The meal to lose weight, gain brain function and prevent eating issues

Nancy Anderson Dolan BA Psych - Addictive Disordered Eating Clinician
Why is Breakfast the most important meal? Because it is a very specific request from your body and brain to service it. The vast majority of people, if they have not eaten late the night before, experience hunger in their bodies when they wake up in the morning.
Because of this breakfast, which was first observed and noted down in the Stone Age where they were eating the original “stone ground” porridge, helps your eating stay appropriately tied to your bodies signals and needs.
As a clinician treating compulsive addictive eating disorders, we see firsthand everyday how things go badly wrong when people ignore these body signals and “decide” how their body should be fueled based on fear of getting fat or trying to lose fat.
There is no shortage of research proving that people that eat breakfast perform better, have better mood stability, are happier, weigh less and score better on intellectual assessments.
This is because the brain doesn’t like it when its’ orders for the required input for optimal survival don’t get processed. The brain is the executive director and will start issuing other orders when it doesn’t get the action it wants.
The orders become more insistent and creative until people are tricked, bullied or otherwise comply. So if you don’t eat breakfast, you are more likely to overeat later to make it up, developing some nasty side effects like reduced concentration, headaches, a slower metabolism or obsession with food.
If you have an imbalance in brain chemistry to begin with, as most eating disordered people do, the effects are disastrous. The anxiety, cravings and distorted thinking escalate as the cycle of resisting eating and negative outcomes repeats.
Even for those that are not eating disordered breakfast is a useful tool in keeping their brains and bodies balanced.
In much of the developed world breakfast is either considered expendable because nobody has “time” for it or an excessively high fat and highly processed sugar laced meal that leaves blood sugar soaring.
Breaking the fast doesn’t have to be either time consuming or health diminishing. WiseHeart Wellness suggests that you make it ahead so it is easy to access and that you include grains, fruits or vegetables and protein. Get creative, eat dinner for breakfast or see how you can preplan. See below for a recipe suggestion.
The adage “eat breakfast like a king, lunch like a prince and dinner like a pauper” by early nutritionist author Adele Davis is a great guideline to get your body inline for its normal “break the fast” cycle.
When you go to bed with a lot of food in your stomach, not only can it disrupt your sleep, but it also disrupts your body’s maintenance schedule when it needs to be producing brain chemicals and repairing body structures instead of digesting your late night grazing.
So prioritize that breakfast meal to lose weight, gain brain function and prevent eating issues.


Print out the full material below, exact in every line, with no images included.
((
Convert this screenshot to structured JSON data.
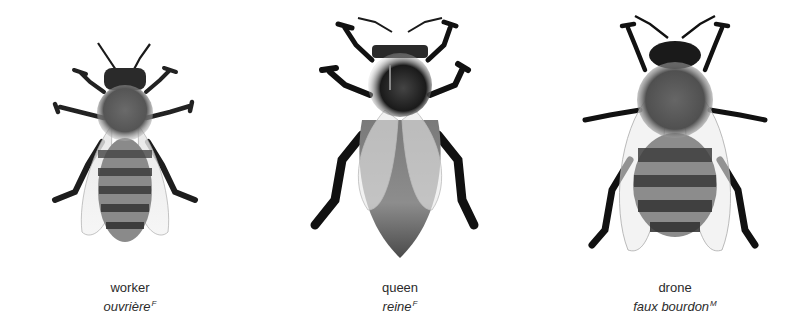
{
  "illustration": {
    "bees": [
      {
        "id": "worker",
        "label": "worker",
        "translation": "ouvrière",
        "gender": "F"
      },
      {
        "id": "queen",
        "label": "queen",
        "translation": "reine",
        "gender": "F"
      },
      {
        "id": "drone",
        "label": "drone",
        "translation": "faux bourdon",
        "gender": "M"
      }
    ]
  }
}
))
• [RESPONSE TO THE TASK]:
Convert this screenshot to structured JSON data.
{
  "illustration": {
    "bees": [
      {
        "id": "worker",
        "label": "worker",
        "translation": "ouvrière",
        "gender": "F"
      },
      {
        "id": "queen",
        "label": "queen",
        "translation": "reine",
        "gender": "F"
      },
      {
        "id": "drone",
        "label": "drone",
        "translation": "faux bourdon",
        "gender": "M"
      }
    ]
  }
}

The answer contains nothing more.